A CRITICAL STUDY OF STAKEHOLDER ENGAGEMENT STRATEGIES AND THEIR INFLUENCE ON PROJECT SUCCESS RATES, RISK MITIGATION, AND LONG-TERM SUSTAINABILITY IN INFRASTRUCTURE PROJECTS
Keywords:
Stakeholder Engagement, Infrastructure Projects, Project Success, Risk Mitigation, Social License to Operate, Digital Transformation, CoST Initiative, CPEC, Sustainability, Deliberative Democracy, AI in Stakeholder ManagementAbstract
Stakeholder engagement has emerged as a decisive factor in the success of complex infrastructure projects, often outweighing purely technical or financial considerations. This critical review examines the relationship between structured stakeholder engagement strategies and key project outcomes, including success rates, risk mitigation, and long-term sustainability. Drawing on major theoretical frameworks Stakeholder Theory, Resource Dependency Theory, and Social Exchange Theory the paper analyzes how effective engagement influences the iron triangle (cost, time, quality) while addressing the “social license to operate.” It highlights the dual impact of engagement: potential short-term schedule delays offset by substantial reductions in risks, cost overruns, and opposition. The study evaluates digital transformation tools (AI/LLMs for sentiment analysis, BIM, VR, and social media congruence), transparency initiatives such as the Construction Sector Transparency Initiative (CoST), and real-world evidence from global projects, with a detailed case study of the China-Pakistan Economic Corridor (CPEC). Findings demonstrate that proactive, inclusive, and power-delegating engagement significantly enhances qualitative performance, stakeholder satisfaction, environmental governance, and project resilience. The paper concludes with strategic recommendations for practitioners to institutionalize participatory governance and leverage digital tools for sustainable infrastructure development.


### Directions
Beginning with the line containing "I am looking for footwear." and ending with the last line, repeat the records exactly.
· · · ·
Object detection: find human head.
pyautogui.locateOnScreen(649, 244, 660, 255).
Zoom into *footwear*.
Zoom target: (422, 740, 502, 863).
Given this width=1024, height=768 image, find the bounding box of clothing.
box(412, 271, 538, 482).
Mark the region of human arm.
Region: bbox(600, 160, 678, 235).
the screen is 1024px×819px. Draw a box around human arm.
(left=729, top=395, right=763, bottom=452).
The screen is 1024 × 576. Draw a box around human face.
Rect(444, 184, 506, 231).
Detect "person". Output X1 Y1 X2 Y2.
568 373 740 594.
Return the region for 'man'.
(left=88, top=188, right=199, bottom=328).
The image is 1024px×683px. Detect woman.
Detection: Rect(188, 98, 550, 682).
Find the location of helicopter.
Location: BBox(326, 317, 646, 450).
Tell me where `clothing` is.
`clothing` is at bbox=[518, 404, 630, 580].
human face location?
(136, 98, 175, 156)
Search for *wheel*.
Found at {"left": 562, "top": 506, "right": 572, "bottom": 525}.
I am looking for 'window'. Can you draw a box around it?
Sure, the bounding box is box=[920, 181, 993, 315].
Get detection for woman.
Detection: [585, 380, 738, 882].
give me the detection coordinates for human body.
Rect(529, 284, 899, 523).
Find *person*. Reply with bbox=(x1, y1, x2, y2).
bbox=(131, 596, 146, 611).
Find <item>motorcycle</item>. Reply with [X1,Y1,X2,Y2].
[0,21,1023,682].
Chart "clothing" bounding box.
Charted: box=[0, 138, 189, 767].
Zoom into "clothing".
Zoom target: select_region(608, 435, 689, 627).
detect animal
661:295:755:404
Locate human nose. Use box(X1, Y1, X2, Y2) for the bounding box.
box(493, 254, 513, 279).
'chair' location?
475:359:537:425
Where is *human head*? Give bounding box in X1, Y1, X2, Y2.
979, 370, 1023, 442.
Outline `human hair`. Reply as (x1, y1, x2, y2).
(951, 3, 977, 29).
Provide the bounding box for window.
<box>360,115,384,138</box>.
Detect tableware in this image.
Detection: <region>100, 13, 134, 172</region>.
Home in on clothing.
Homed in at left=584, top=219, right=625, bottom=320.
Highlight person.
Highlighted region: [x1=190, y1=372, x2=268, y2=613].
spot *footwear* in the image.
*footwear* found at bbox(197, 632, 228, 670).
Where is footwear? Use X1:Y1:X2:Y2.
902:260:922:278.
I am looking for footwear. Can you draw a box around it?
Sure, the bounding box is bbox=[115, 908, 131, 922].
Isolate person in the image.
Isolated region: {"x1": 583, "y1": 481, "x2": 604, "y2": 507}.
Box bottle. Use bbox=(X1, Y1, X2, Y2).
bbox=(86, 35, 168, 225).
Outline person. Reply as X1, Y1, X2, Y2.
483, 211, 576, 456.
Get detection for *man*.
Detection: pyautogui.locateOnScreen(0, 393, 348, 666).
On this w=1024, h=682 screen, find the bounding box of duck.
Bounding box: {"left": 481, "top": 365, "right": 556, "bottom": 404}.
· · · ·
### Your response
I am looking for footwear. Can you draw a box around it?
Sure, the bounding box is bbox=[115, 908, 131, 922].
Isolate person in the image.
Isolated region: {"x1": 583, "y1": 481, "x2": 604, "y2": 507}.
Box bottle. Use bbox=(X1, Y1, X2, Y2).
bbox=(86, 35, 168, 225).
Outline person. Reply as X1, Y1, X2, Y2.
483, 211, 576, 456.
Get detection for *man*.
Detection: pyautogui.locateOnScreen(0, 393, 348, 666).
On this w=1024, h=682 screen, find the bounding box of duck.
Bounding box: {"left": 481, "top": 365, "right": 556, "bottom": 404}.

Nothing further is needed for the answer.